Now take a closer look: why, if you didn’t suspect any better, you’d swear that was David Byrne.


Oh wait: that is David Byrne.


It turns out that Byrne has used a bicycle as his primary mode of transportation ever since his days with the Talking Heads in the early ‘80s. At first he rode around New York City, taking care of errands and evening socializing. Over time, he discovered folding bikes, and started packing one whenever he left town. No matter where he rode, Byrne discovered that he saw more of his surroundings than other travelers; not only could he bike in places that couldn’t be reached by car, he could also discover more about those places, their subtle details and hidden stories.


The title of this engaging collection of free associations, of course, is a play on the title of Che Guevara’s The Motorcycle Diaries. And just as that book really wasn’t about a particular vehicle, so too does Byrne assemble his thoughts and reflections from, as it were, the open road. Over the years, his travels have taken him from Sweetwater, Texas to Sydney, Australia, and it seems he’s found something interesting to see and reflect upon at every stop along the way.


But while he makes note of some of the more striking sights and vistas he’s encountered (not many have written about visiting Niagara Falls by bicycle), Bicycle Diaries is a travelogue less through place than through Byrne’s life and work as an artist and musician. His episodic chapters discuss his collaborations and connections with an interesting range of artists and performers, as well as his riffs and musings on various cultural phenomena.


Of his time in Buenos Aires, for example, we learn about a local rock band, shrines for the departed, and Argentina’s love of soccer. In Manila, it’s the looming presence of Imelda Marcos, both as secular icon and artistic muse. Byrne bikes through Baltimore, where he ponders his boyhood surroundings, and through Berlin, where he ponders the city’s post-Wall modernity.


In most of the chapters, he makes brief allusions to the venue’s bike friendliness (or not, as in Istanbul). The tone changes dramatically in New York, the final stop on the itinerary. Here, Byrne gives greater voice to his cycling advocate side, discussing his work with various agencies and institutions to promote cycling awareness and support.


By the end of Bicycle Diaries, Byrne approaches full-on evangelical mode, all but promoting cycling as a practical way to avoid further fossil-fueled ecological ravages:


I expect some of the cities I’ve ridden around to more or less disappear within my lifetime – they’re resource hogs and the rest of the continent and world won’t put up with it for long. I don’t ride my bike all over the place because it’s ecological or worthy. I mainly do it for the sense of freedom and exhilaration. I realize that soon I might have a lot more company than I have had in the past, and that some cities are preparing for these inevitable changes and are benefiting as a result.


But it’s that very sense of freedom and exhilaration that runs through the majority of his book.
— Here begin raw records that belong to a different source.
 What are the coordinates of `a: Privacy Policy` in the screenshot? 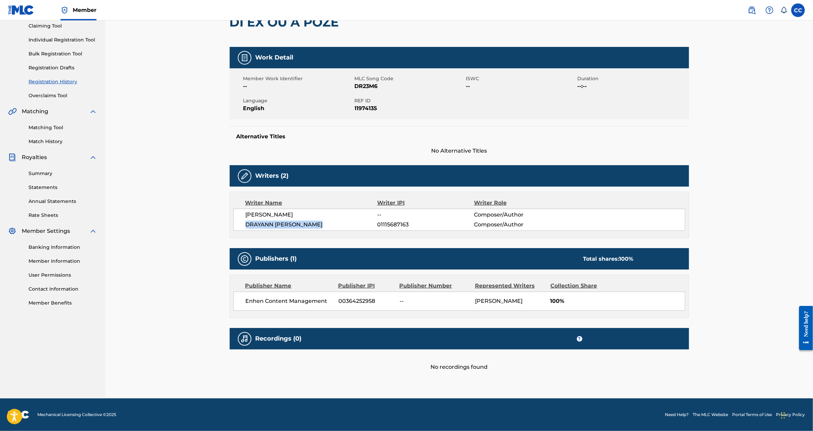 It's located at (790, 414). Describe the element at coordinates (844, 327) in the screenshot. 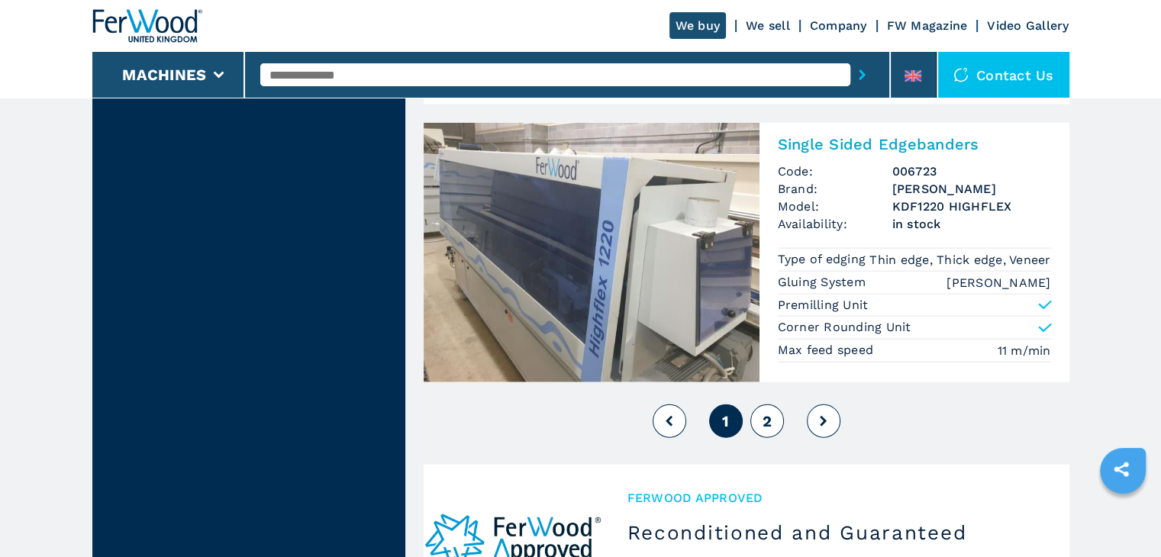

I see `p: Corner Rounding Unit` at that location. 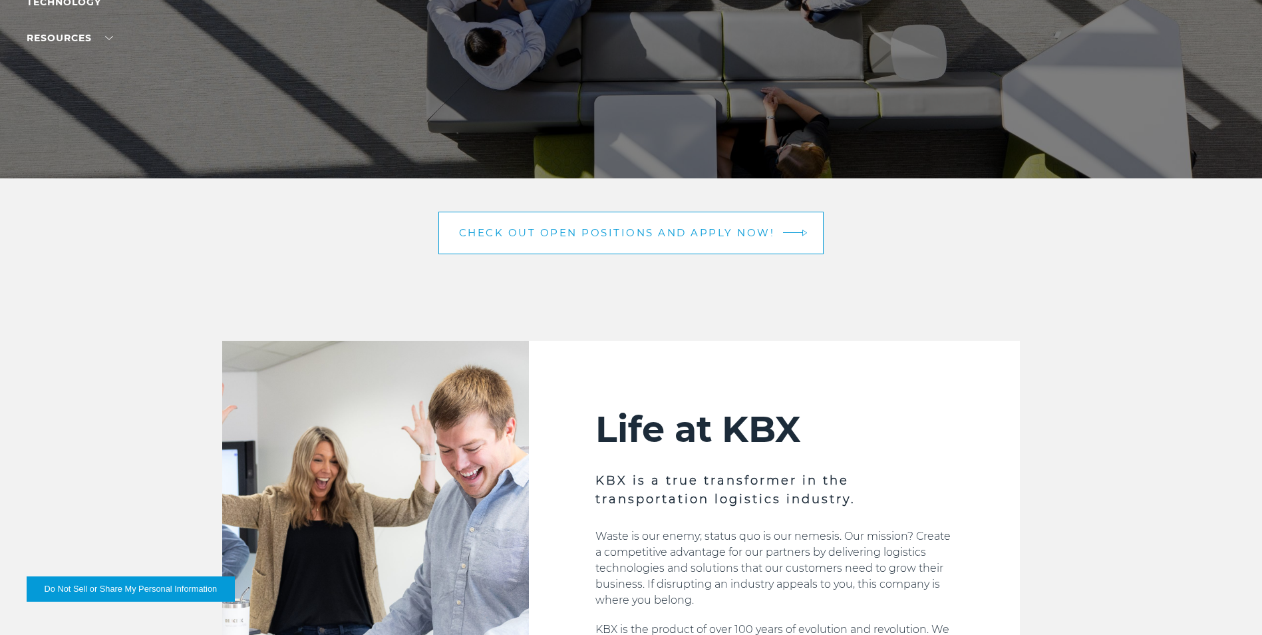 I want to click on span: Check out open positions and apply now!, so click(x=617, y=232).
Bicycle Diaries reads very much like a leisurely ride, full of brief, thoughtful observations that open a window onto the thinking process of a restless artistic spirit. It emerges as an entertaining testament to the environmental and aesthetic virtues of getting a little fresh air.

Rating:

Mark Reynolds has written extensively about African-American culture and celebrity since the late '80s. He began his print journalism career with the weekly Cleveland Edition, and was a longtime contributor to its successor, Cleveland Free Times. He has also written for the Cleveland Plain Dealer and various publications in Cleveland and Philadelphia. His national credits include reviews and features for the college-distributed entertainment magazine Hear/Say, and reporting on the travel industry for the trade magazine Black Meetings & Tourism. His media criticism was honored in 2004 by the Society of Professional Journalists, Ohio chapter.